Wednesday, October 8, 2014

LISBON: YOU ARE ALREADY HERE


As you set out for Ithaka
hope the voyage is a long one,
full of adventure, full of discovery.

“You don’t need to travel to Ithaka,” says the handsome young man at the elegant stained glass window tea room/hotel in Alfama, the now-trendy, ancient stone & cobbled neighborhood of Lisbon. “You are already here, in Lisboa, the most beautiful city in the world.”

“What should I see?” I ask.

“Go out & wander. Lisboa is a city for walking,” he says, echoing my Portuguese friend, Mafalda, who suggested places to see & things to do, but insisted that in Alfama, “You should just wander.”



Lisbon is like a city in a dream—you turn a corner & have no idea where you’ll find yourself. A narrow, shabby street in which every building is covered with graffiti opens onto a vast sunny marble square lined with columns & cafes. A set of impossibly steep stone steps leads to an ancient cathedral. Winding cobbled streets, tiled Moorish archways, shadowy stone corridors & courtyards bump against weighty stone castles & fortresses. Laundry hangs from balconies—a pair of harem pants swaying in front of a doorway beckons me into a shop where I learn they belong to the upstairs neighbor. Over another shop, a man sits on his balcony, plays his guitar & sings. I realize that I love cities with balconies—they merge the inside & the outside, & invite the passerby into the street drama.

Like fado, this city doesn’t cover its dark heart—it displays it proudly. Fado is the music of the marginalized, the cry of the oppressed, the song of the yearning soul. Last night I went with my friend, Ricki, to Sr. Vinho, a fado restaurant. There were four performers—three women & one man—accompanied by two guitarists. The lights dim for a fifteen-minute set by one singer followed by a breather to eat, talk, drink, & then the next singer. The show begins at 9:30 & ends at about midnight.

My favorite singer is Liliana Silva. She tightens her fingers around the edges of her shawl & throws her head back to unleash her song. As personal & intimate as the balconies nearly touching across narrow streets, fado also seeks to connect. It means “fate” or “destiny,” & the emotion in Liliana’s powerful voice & the eloquence of her gestures & expressions transcend language barriers.



Fado is the expression of saudade, one of those wonderful words that means so much more than its definition. Saudade is a longing for what you’ve lost, nostalgia for the home you left behind, pain at the loss of yesterday, & yearning for what can never be recaptured.


The Portuguese understand saudade—their heads turned back like Lot’s wife—while they squint into the horizon for the coastline glimmering in the distance, a mirage from the future. Vasco da Gama & many other Portuguese sailors left their homes in search of new lands to conquer.

“We are never satisfied,” says the young man at the tea room in Alfama. “Like Fernando Pessoa, we want many lives, many identities. We want a chance to fail at all of them.”

“Is there any city that cultivates sadness more lovingly than Lisbon? Even the stars only ‘feign light’,” wrote Pessoa.

Pessoa—which means “person”—is the resident artist spirit who haunts Lisbon. He was raised in South Africa, but returned as an adult to Lisbon, which he never left. He worked at a series of accountant jobs while trying his hand at publishing & translating. A prolific writer, he wrote not only under his own name, but under 75 others, which he called “heteronyms,” each with his own independent intellectual life. He is everyone, & he is no one, & when you walk in Lisbon—as he did, ceaselessly—you might glimpse a short bespectacled hunched figure a few steps ahead.

You walk faster to see if it can possibly be … of course not, it can’t be … he died in 1935…  

Yet …

… this is Lisbon after all, the city that exists in the between—yesterday & tomorrow, darkness & light, poverty & opulence, barbarity & kindness, the journey & the destination. “To dream about Bordeaux is not only better but also truer than stepping out of the train in Bordeaux,” wrote Pessoa.

You stop rushing & look around you in wonder. After all, you are already here, exactly where you are meant to be.


Ithaka gave you the marvelous journey.
Without her you would not have set out.
She has nothing left to give you now.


Task requirements -
Only lines containing "note" belong in the answer, each copied from the entries below.

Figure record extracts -
▬▬▬▬▬▬▬▬▬▬
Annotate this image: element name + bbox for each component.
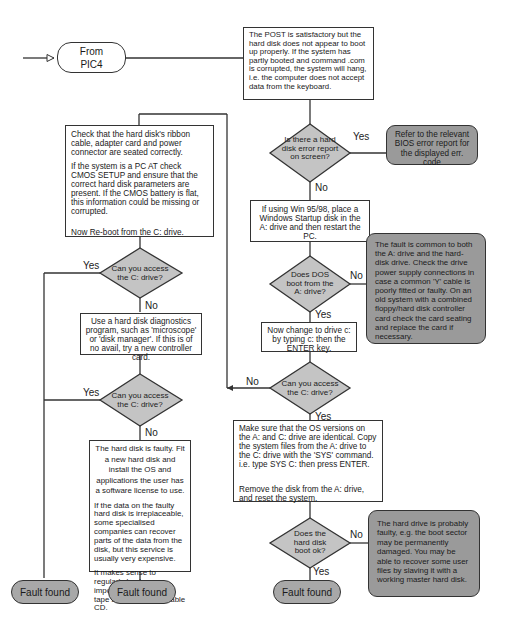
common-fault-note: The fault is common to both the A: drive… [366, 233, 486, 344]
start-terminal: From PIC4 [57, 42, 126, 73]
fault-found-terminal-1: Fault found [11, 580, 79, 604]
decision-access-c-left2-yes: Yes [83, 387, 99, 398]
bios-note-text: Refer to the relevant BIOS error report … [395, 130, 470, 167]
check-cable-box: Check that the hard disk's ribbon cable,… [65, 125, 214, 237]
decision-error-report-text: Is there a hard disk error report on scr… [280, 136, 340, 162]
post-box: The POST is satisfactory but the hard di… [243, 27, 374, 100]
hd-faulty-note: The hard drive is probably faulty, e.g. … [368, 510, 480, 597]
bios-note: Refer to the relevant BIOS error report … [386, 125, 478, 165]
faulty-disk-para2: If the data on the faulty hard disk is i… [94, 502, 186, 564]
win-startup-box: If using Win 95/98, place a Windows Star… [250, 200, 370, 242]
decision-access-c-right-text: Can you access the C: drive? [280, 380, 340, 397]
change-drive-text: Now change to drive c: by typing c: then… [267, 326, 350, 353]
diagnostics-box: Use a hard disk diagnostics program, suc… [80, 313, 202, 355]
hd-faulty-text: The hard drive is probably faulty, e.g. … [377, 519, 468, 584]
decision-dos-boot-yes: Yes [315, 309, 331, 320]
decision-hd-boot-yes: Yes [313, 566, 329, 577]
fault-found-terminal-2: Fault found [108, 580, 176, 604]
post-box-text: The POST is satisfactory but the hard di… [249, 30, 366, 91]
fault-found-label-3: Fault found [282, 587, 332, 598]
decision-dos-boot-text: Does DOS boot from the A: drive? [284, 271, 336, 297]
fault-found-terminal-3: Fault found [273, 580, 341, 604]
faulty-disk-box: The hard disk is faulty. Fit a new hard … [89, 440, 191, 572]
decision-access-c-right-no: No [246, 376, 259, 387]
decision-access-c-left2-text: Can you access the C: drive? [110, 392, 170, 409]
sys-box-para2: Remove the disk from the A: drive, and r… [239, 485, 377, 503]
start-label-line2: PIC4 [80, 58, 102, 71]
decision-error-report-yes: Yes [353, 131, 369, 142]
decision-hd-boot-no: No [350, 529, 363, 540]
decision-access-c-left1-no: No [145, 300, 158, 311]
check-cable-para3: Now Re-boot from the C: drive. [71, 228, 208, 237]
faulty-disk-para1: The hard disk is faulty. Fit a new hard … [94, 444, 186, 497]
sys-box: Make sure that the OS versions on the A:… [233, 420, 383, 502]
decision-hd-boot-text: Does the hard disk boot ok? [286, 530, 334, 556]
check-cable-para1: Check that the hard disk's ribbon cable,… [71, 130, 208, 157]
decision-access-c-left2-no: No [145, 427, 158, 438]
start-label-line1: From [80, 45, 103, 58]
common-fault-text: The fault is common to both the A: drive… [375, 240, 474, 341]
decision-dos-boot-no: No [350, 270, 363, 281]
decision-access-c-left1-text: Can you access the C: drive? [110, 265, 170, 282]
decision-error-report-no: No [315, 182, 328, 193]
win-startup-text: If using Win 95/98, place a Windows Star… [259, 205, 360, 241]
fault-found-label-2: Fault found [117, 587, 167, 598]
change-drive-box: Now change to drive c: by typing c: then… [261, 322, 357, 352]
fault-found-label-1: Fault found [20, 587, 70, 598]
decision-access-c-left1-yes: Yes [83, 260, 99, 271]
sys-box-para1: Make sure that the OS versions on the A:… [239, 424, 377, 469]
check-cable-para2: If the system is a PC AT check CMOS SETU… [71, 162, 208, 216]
▬▬▬▬▬▬▬▬▬▬
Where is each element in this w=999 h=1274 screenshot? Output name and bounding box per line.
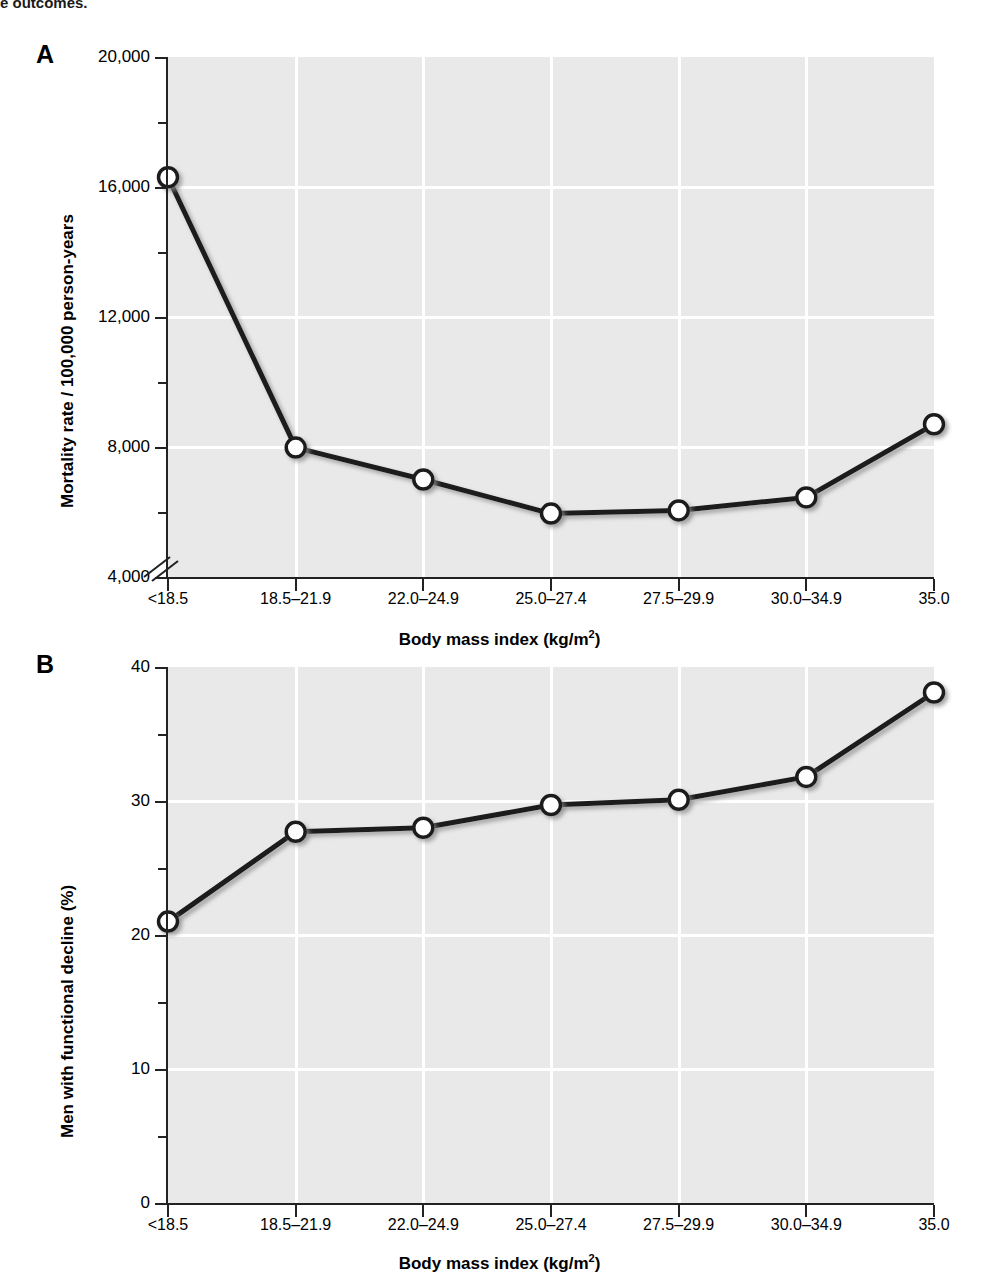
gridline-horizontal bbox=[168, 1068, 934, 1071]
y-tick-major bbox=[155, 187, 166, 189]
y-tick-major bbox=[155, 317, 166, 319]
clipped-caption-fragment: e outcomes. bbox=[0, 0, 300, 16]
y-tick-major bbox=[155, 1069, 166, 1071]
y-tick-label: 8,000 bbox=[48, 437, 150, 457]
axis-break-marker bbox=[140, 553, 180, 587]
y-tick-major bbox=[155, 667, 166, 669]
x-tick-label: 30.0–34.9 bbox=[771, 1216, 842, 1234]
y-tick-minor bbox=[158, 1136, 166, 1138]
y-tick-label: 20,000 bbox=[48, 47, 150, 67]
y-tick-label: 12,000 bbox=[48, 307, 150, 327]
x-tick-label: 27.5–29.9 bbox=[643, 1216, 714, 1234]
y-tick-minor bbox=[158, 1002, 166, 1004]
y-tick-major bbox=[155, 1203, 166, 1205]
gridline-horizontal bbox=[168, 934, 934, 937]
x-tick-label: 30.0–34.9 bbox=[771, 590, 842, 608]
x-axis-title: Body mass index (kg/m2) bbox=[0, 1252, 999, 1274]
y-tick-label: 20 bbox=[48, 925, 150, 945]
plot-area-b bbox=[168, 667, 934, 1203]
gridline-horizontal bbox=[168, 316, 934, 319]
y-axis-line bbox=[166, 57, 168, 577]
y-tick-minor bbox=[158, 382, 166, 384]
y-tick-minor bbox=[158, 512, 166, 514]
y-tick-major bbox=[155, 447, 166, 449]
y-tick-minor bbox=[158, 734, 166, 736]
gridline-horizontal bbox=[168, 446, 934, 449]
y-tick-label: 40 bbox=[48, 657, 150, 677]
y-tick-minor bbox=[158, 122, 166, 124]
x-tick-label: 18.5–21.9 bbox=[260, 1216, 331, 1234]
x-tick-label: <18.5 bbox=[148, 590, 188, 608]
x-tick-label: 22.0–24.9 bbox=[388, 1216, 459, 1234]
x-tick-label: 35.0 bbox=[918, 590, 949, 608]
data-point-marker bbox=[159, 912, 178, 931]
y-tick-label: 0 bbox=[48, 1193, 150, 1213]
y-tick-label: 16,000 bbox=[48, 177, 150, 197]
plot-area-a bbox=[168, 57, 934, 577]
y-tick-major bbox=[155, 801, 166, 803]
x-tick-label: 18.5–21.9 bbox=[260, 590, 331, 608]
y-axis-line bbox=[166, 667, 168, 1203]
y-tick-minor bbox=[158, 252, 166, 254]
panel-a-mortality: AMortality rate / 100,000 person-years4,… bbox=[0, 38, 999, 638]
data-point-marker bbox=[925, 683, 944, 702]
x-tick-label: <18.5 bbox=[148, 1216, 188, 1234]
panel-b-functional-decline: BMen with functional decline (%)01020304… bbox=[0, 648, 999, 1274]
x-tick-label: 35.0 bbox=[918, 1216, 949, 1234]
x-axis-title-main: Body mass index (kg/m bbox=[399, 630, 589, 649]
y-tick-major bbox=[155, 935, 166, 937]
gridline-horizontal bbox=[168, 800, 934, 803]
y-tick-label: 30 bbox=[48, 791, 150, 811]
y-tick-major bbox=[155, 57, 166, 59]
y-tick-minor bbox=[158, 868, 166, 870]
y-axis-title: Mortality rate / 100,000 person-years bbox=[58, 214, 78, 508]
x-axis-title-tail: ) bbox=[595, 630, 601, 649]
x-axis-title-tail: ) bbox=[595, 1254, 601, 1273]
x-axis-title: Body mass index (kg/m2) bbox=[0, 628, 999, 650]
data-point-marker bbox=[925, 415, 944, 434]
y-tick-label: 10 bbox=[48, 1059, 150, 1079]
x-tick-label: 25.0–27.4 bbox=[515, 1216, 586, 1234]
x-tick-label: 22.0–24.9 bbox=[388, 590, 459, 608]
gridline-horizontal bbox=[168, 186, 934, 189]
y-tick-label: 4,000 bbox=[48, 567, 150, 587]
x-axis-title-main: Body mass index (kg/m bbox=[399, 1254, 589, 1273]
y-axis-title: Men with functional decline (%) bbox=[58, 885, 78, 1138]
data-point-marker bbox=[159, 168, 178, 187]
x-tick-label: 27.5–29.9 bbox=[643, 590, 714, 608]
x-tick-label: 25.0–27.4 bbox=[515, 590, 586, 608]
▬▬▬▬▬▬▬▬▬▬
Answer to this task -
common-fault-note: The fault is common to both the A: drive… [366, 233, 486, 344]
bios-note-text: Refer to the relevant BIOS error report … [395, 130, 470, 167]
hd-faulty-note: The hard drive is probably faulty, e.g. … [368, 510, 480, 597]
bios-note: Refer to the relevant BIOS error report … [386, 125, 478, 165]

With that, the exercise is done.